A bloodline curse was best broken at the source. The two foolproof options were to kill the person responsible for the curse or ask them to break it, assuming they were still alive. From what Erinna could guess, the curse maker was either an ancient monster, or dead.
Her eye drifted back to a section on the properties of curses. The passage spoke about how a witch could use the arcanum of blessings, morph their properties, and turn a boon into a bane.
Her mind churned through the information. Afton had said the arcanum for transmutation was similar. This could be what he meant. A name rose to the surface. One that kept appearing even after she left Tarth.
Nama Kellori. A powerful professor of transmutation.
A professor who had invited her mother to give a lecture at the academy.
Nama Kellori was perhaps her next best step.
A loud gong reverberated through the halls. It was Afton’s signal to leave. Erinna shoved everything she could carry into the bag and ran to meet the mage and pirate.
She collected enough.
It would have to be enough.
Chapter
Thirty-Nine
Erinna was late.
Her bag dug into her shoulder, heavy with books she’d grabbed in those final frantic minutes—volumes that might hold answers or might be useless; she wouldn’t know until she had time to actuallyreadthem.
Her boots scuffed against stone as she hurried back through the stacks, that nagging certainty dogging every step: she’d missed something. Something important. Somethingvital.
She rounded the final corner into the first room and found Kane lounging in a cracked leather chair, looking like he had all the time in the world. Afton paced near the door, restless energy radiating off him in waves.
“Find everything you need?” Kane asked, but before Erinna could even open her mouth?—
“Doesn’t matter. We’re leaving.” Afton murmured an incantation, the words sharp and clipped, and the bricks along the side wall began to shift. Stone grinding against stone, revealing a passageway Erinna hadn't noticed on the way in.
She glanced at the door they’d originally entered through, then back at the newly formed exit. “What about?—”
“It only opens from the inside,” Afton cut in, not bothering to look at her. “And it seals once we’re gone. No one gets back in.”
Of course it does.Because nothing with mages was ever straightforward.
“Mages,” Kane muttered, echoing her thoughts as he pushed off the chair and followed Afton into the passage.
Erinna adjusted the strap on her satchel and hurried after them, the weight of stolen knowledge pressing against her ribs.
They wound back through narrow corridors lit by witchlights that flickered as they passed. Nothing but dirt and stone surrounded them, the air growing damper the farther they went. No more shelves. No more books. Just the three of them and the echo of their footsteps, heading toward whatever came next.
The journey back was much easier, but Erinna’s stomach twisted into knots as they neared the exit. She needed to think of her next steps and come up with a plan soon.
Afton pulled ahead, his pace quickening as though he couldn’t wait to be rid of them both. The distance between him and Erinna widened until she found herself walking alongside Kane in the dimness.
Part of her ached to go home. To see her father’s face, to sleep in her own bed, to pretend for just a few hours that her life hadn’t been upended by a mark she didn’t understand. But she still had nothing to show for her troubles, save for a pile of books and parchment.
Erinna still needed to find a way to break the curse, and there was one name that kept cropping up in her search.
Nama Kellori.
If Afton was right, she may be able to transmute the curse or direct her to someone who could. More than that, it seemed the esteemed Professor of Transmutation knew more about her parents than originally thought.
It was clear. Erinna needed to find her in the Initian Islands, and hope she hadn’t already left with her family.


Work required →
Pull out all lines from the listing below in which the word "description" appears.

Provided material →
────────

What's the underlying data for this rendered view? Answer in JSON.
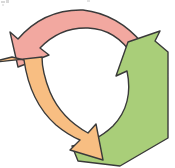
{
  "figure": {
    "type": "cycle-diagram",
    "background_color": "#ffffff",
    "outline_color": "#3a3a3a",
    "outline_width": 1.4,
    "rotation_direction": "counter-clockwise",
    "center": {
      "x": 88,
      "y": 85
    },
    "inner_radius": 48,
    "outer_radius": 82,
    "arrow_count": 3,
    "labels_present": false,
    "cropped_edges": [
      "left"
    ]
  },
  "arrows": [
    {
      "name": "pink-arrow",
      "position": "top",
      "fill": "#f2a8a0",
      "stroke": "#3a3a3a",
      "arrowhead_direction": "down-left",
      "tail_position": "upper-right",
      "path": "M 163 84 L 150 36 L 143 44 Q 118 14 83 10 Q 44 9 18 39 L 10 32 L 18 67 L 49 55 L 40 48 Q 60 27 88 28 Q 116 29 133 56 L 124 63 Z"
    },
    {
      "name": "green-arrow",
      "position": "right",
      "fill": "#a9ce79",
      "stroke": "#3a3a3a",
      "arrowhead_direction": "up-left",
      "tail_position": "bottom-left",
      "path": "M 128 42 L 116 76 L 127 71 Q 134 104 113 126 Q 95 143 72 146 L 78 161 L 120 166 L 168 138 L 168 52 L 155 41 L 160 31 Z"
    },
    {
      "name": "orange-arrow",
      "position": "left",
      "fill": "#f8be82",
      "stroke": "#3a3a3a",
      "arrowhead_direction": "down-right",
      "tail_position": "upper-left",
      "path": "M -12 63 L 12 57 L 24 60 Q 30 102 56 125 Q 68 135 80 140 L 70 150 L 103 160 L 96 124 L 88 133 Q 61 118 50 92 Q 42 72 42 57 Z"
    }
  ],
  "artifacts": [
    {
      "name": "scan-artifact-a",
      "description": "cropped ink fragment, top-left"
    },
    {
      "name": "scan-artifact-b",
      "description": "cropped ink fragment, top-left"
    },
    {
      "name": "scan-artifact-c",
      "description": "faint speck, top-left"
    },
    {
      "name": "scan-artifact-d",
      "description": "faint speck, top-center"
    }
  ]
}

────────

Problem solution →
      "description": "cropped ink fragment, top-left"
      "description": "cropped ink fragment, top-left"
      "description": "faint speck, top-left"
      "description": "faint speck, top-center"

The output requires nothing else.